Explore Spain

Meals and Restaurants


Once again, there's a multitude of distinctions. You can sit down and have a full meal in a comedor, a cafetería, a restaurante or a marisquería - all in addition to the more food-oriented bars.

Comedores are the places to seek out if your main criteria are price and quantity. Sometimes you will see them attached to a bar (often in a room behind), or as the dining room of a hostal or pensión, but as often as not they're virtually unmarked and discovered only if you pass an open door. Since they're essentially workers' cafés they tend to serve more substantial meals at lunchtime than in the evenings (when they may be closed altogether). When you can find them - the tradition, with its family-run business and marginal wages, is on the way out - you'll probably pay around €4.50-8 for a menú del día, cubierto or menú de la casa , all of which mean the same - a complete meal of three courses, usually with bread, wine and dessert included.

The highway equivalent of comedores are ventas which you'll be extremely glad of if you're doing much travelling by road. These roadside inns dotted along the highways between towns and cities have been serving Spanish wayfarers for hundreds of years - many of them quite literally - and the best ventas are wonderful places to get tasty country cooking at bargain prices. Again the menú del día is the one to go for and the best places usually have quite a gathering of lorries in their car park, shrewd long-distance truck drivers being among the best customers.

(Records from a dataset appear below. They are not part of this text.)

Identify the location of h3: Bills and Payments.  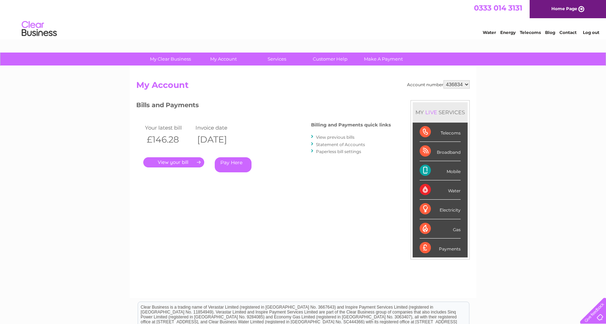
(263, 106). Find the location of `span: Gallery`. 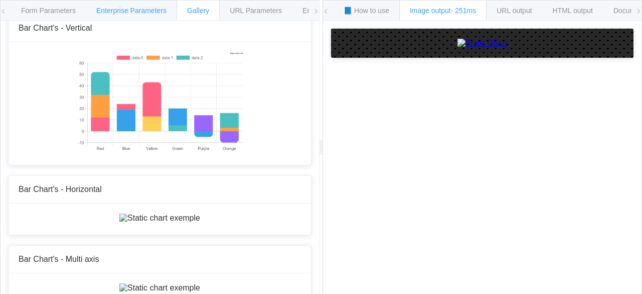

span: Gallery is located at coordinates (198, 11). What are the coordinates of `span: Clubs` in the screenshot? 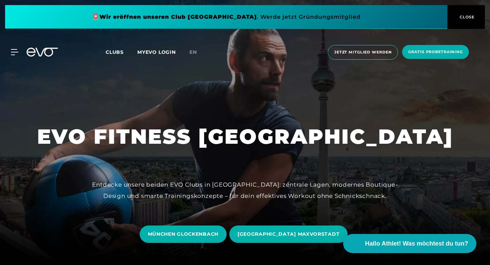 It's located at (114, 52).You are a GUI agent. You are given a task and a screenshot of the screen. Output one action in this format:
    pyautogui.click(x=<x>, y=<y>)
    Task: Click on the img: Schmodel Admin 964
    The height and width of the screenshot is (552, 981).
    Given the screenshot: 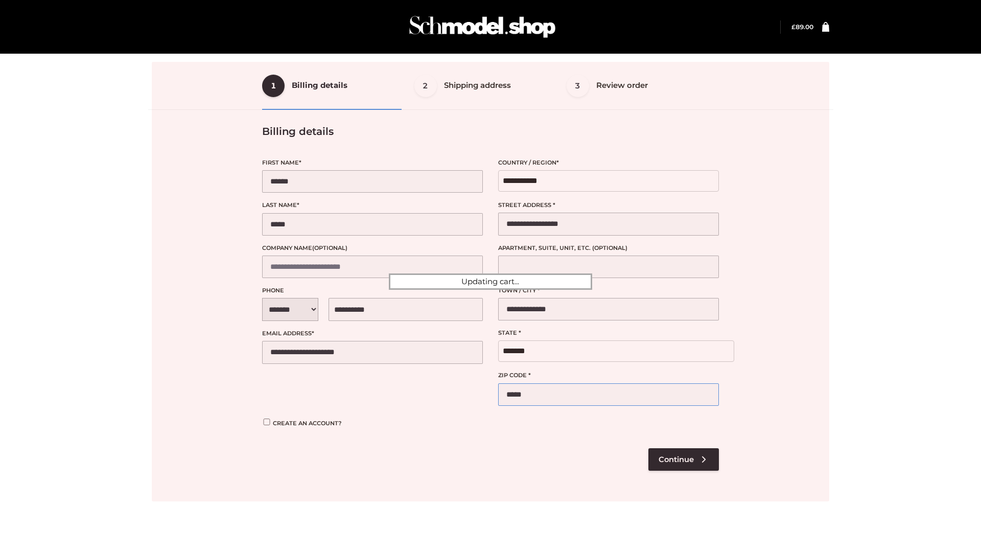 What is the action you would take?
    pyautogui.click(x=482, y=27)
    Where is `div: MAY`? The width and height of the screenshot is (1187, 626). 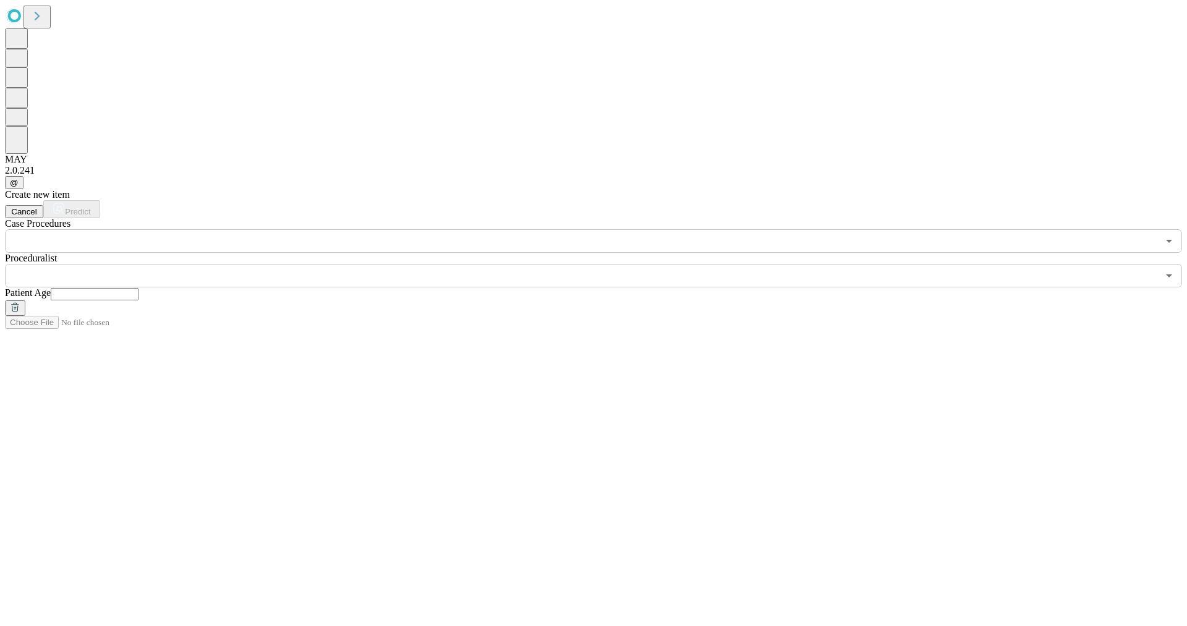 div: MAY is located at coordinates (594, 160).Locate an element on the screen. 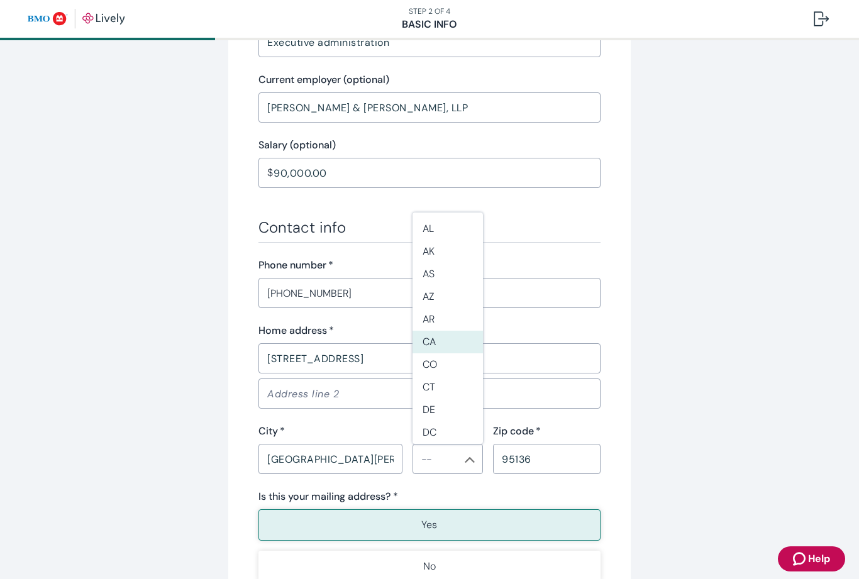 The height and width of the screenshot is (579, 859). li: AK is located at coordinates (448, 252).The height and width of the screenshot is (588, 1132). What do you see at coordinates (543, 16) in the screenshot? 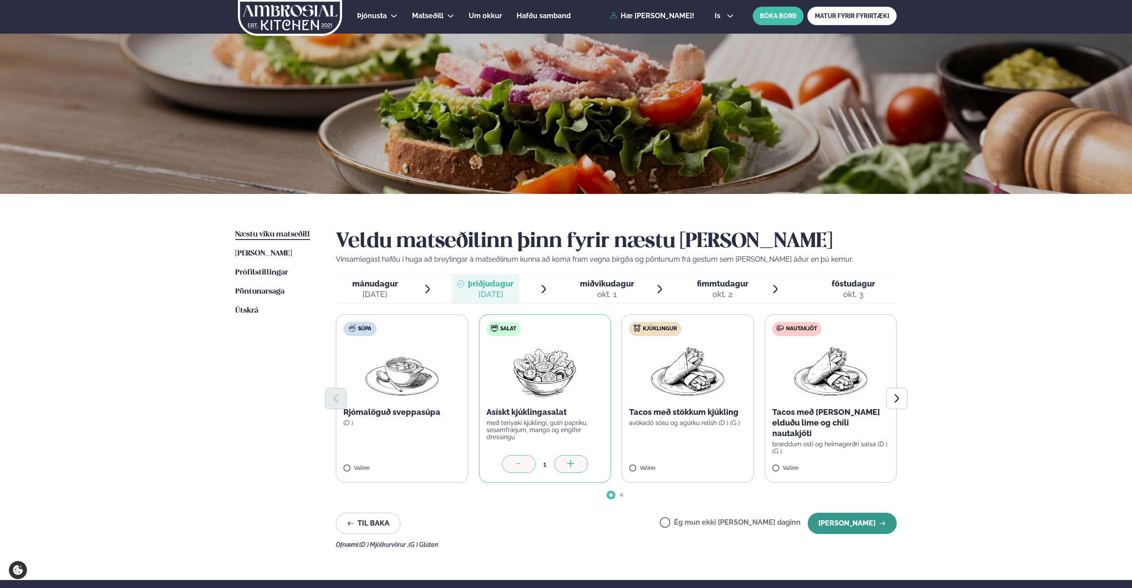
I see `a: Hafðu samband` at bounding box center [543, 16].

Replacing comedores to some extent are cafeterías , which the local authorities grade from one to three cups (the ratings, as with restaurants, seem to be based on facilities offered rather than the quality of the food). These can be good value, too, especially the self-service places, but their emphasis is more northern European and the light snack-meals served tend to be dull. Food here often comes in the form of a plato combinado - literally a combined plate - which will be something like egg and chips or calamares and salad (or occasionally a weird combination like steak and a piece of fish), often with bread and a drink included. This will generally cost in the region of €4.50-6. Cafeterías often serve some kind of menú del día as well. You may prefer to get your plato combinado at a bar, which in small towns with no comedores may be the only way to eat inexpensively.

Moving up the scale there are restaurantes (designated by one to five forks) and marisquerías , the latter serving exclusively fish and seafood. Restaurantes at the bottom of the scale are often not much different in price from comedores , and will also generally have platos combinados available. A fixed-price menú del día is often better value though: generally three courses plus wine and bread for around €4.50-9. Chinese restaurants - increasingly popular in Spain - generally have the cheapest menús del día : €4.50-6 is the norm. Move above two forks, however, or find yourself in one of the more fancy marisquerías (as opposed to a basic seafront fish-fry place), and prices can escalate rapidly. However, even here most of the top restaurants offer an upmarket menú called a menú de degustación (a sampler meal, usually including wine) which is often excellent value and allows you to try out some of the country's finest cooking for €20-30.

To avoid receiving confused stares from waiters in restaurants, you should always ask for la carta when you want a menu; menú in Spanish refers only to fixed-price meal. In addition, in all but the most rock-bottom establishments it is customary to leave a small tip ( propina ): Spaniards are judicious tippers, so only do so if the service merits it: the amount is up to you, though 5 to 10 percent of the bill in a restaurant is quite sufficient. Service is normally included in a menú del día . The other thing to take account of in medium- and top-price restaurants is the addition of IVA , a seven percent tax on your bill. It should say on the menu if you have to pay this.

You'll find numerous recommendations, in all price ranges, in the guide. Spaniards generally eat very late, so most of these places serve food from around 1 until 4pm and from 8pm to midnight. Many restaurants close on Sunday or Monday evening . Outside these times, generally the only places open are the fast-food joints; Pans & Co and Bocatta serve suprisingly good bocadillos and often have special offers.